Tahliah Debrett Barnett, known professionally as FKA Twigs, released her new album, “EUSEXUA Afterglow,” Nov. 14. “Afterglow” leaves the club floor that Twigs’ previous album “EUSEXUA,” celebrated and acts as a heavy, synth-laden love letter to the techno scene in Prague and the freedom that it encourages. This album perfectly continues the feeling of a fluid, high-energy night. But this time, it carries you out of the nightclub doors and into the cold air of the street on the way to the afters. The night is not nearly over yet.
“Afterglow” was meant to be a deluxe version of the original “EUSEXUA,” but instead took on a life of its own, running away into a drug-fuelled night filled with grimy DJs and hallucinations from one too many bumps. The first track on the album, “Love Crimes,” crushes with a heart-thumping bass that could make an industrial speaker shake. The lyrics sink into the beat, making sure to prioritize the body’s response to Twigs’ music over the brain’s analysis of the words that seem to come from her chest instead of her mouth in primal, euphoric staccato. This is the true essence of “EUSEXUA.”
In an interview with Imogen Heap, Twigs says she wants more “ephemeral, soft edges” in her music. This, combined with her penchant for “raw sexuality,” is the emotion of “EUSEXUA”: “that feeling of freedom, an inebriating (and sexual) euphoria.” “Stereo Boy,” the final track on the album, pulls this off perfectly. The peaks and troughs of the synthesised, tinny, hi-hats embody the blur of dawn as you realize that you have been out so long that the sun is rising on the horizon. We experience the feeling of heat off of a stranger’s body on our own as we flirt and kiss with Twigs’ “Stereo Boy.” The closing track is distinctly softer than the opener, though it juggles metallic synth with layered vocals just as masterfully, a closing track fit for collapsing in bed on a comedown.
Her lyrics on “Afterglow” serve as a departure from her earlier works like her 2019 studio album “Magdelene.” I was 17 when I first heard the album two years after its release and immediately felt as though I had risen to a different plane, a feeling that Twigs manages to retain while experimenting with a different kind of lyricism. “Wet thighs, I’m ecstatic, chemistry was automatic,” from “HARD,” the fourth song on the newest album, has a blatant sexual element that older songs such as “sad day” cover up with yearning and sadness. However, she doesn’t fully move away from her roots. In “Two Weeks,” a song that I loved enough to get a tattoo of the summer I moved to the U.S., Twigs sings outright “I can fuck you better than her” as her synth pad maintains a high pitch that lifts the listener into the realm of unadulterated sexuality and envy.
The synths are pitched lower on “Afterglow,” Twigs’ has matured as an artist and brought that to the studio. She branched out into a collaboration with rising U.K. pop artist PinkPantheress to create a bouncy song that feels in line with a Charli XCX track, if a little more ethereal. This album sits as more digestible than “EUSEXUA” for listeners unused to Twigs’ scene and firmly positions her in the U.K. synth pop scene. While it may not appear in a typical, mainstream, pop music venue, her discography is ready to take its place in the playlists of techno clubs across Europe. I listened to this album as soon as it dropped and I thoroughly enjoyed it, maybe even more than the album from which it derives. I’m excited to see where FKA Twigs goes next in her musical journey, that she now juggles with an acting career. Her film with Nicolas Cage, “The Carpenter’s Son,” dropped on the same day as “EUSEXUA Afterglow.”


Work order: Copy every line of the records that includes the word "label".

Extracted entries:

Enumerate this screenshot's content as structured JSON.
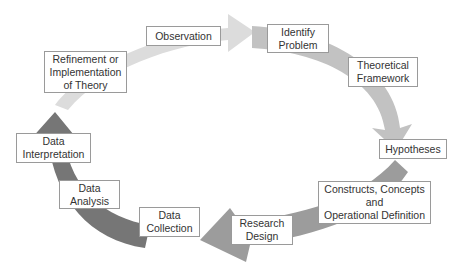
{
  "diagram": {
    "type": "research-process-cycle",
    "direction": "clockwise",
    "steps": [
      {
        "id": "observation",
        "label": "Observation"
      },
      {
        "id": "identify-problem",
        "label": "Identify\nProblem"
      },
      {
        "id": "theoretical-framework",
        "label": "Theoretical\nFramework"
      },
      {
        "id": "hypotheses",
        "label": "Hypotheses"
      },
      {
        "id": "constructs",
        "label": "Constructs, Concepts\nand\nOperational  Definition"
      },
      {
        "id": "research-design",
        "label": "Research\nDesign"
      },
      {
        "id": "data-collection",
        "label": "Data\nCollection"
      },
      {
        "id": "data-analysis",
        "label": "Data\nAnalysis"
      },
      {
        "id": "data-interpretation",
        "label": "Data\nInterpretation"
      },
      {
        "id": "refinement",
        "label": "Refinement or\nImplementation\nof Theory"
      }
    ],
    "arrow_colors": {
      "top_left": "#dcdcdc",
      "top_right": "#c2c2c2",
      "bottom_right": "#9c9c9c",
      "bottom_left": "#767676"
    }
  }
}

Solution for this problem:
        "label": "Observation"
        "label": "Identify\nProblem"
        "label": "Theoretical\nFramework"
        "label": "Hypotheses"
        "label": "Constructs, Concepts\nand\nOperational  Definition"
        "label": "Research\nDesign"
        "label": "Data\nCollection"
        "label": "Data\nAnalysis"
        "label": "Data\nInterpretation"
        "label": "Refinement or\nImplementation\nof Theory"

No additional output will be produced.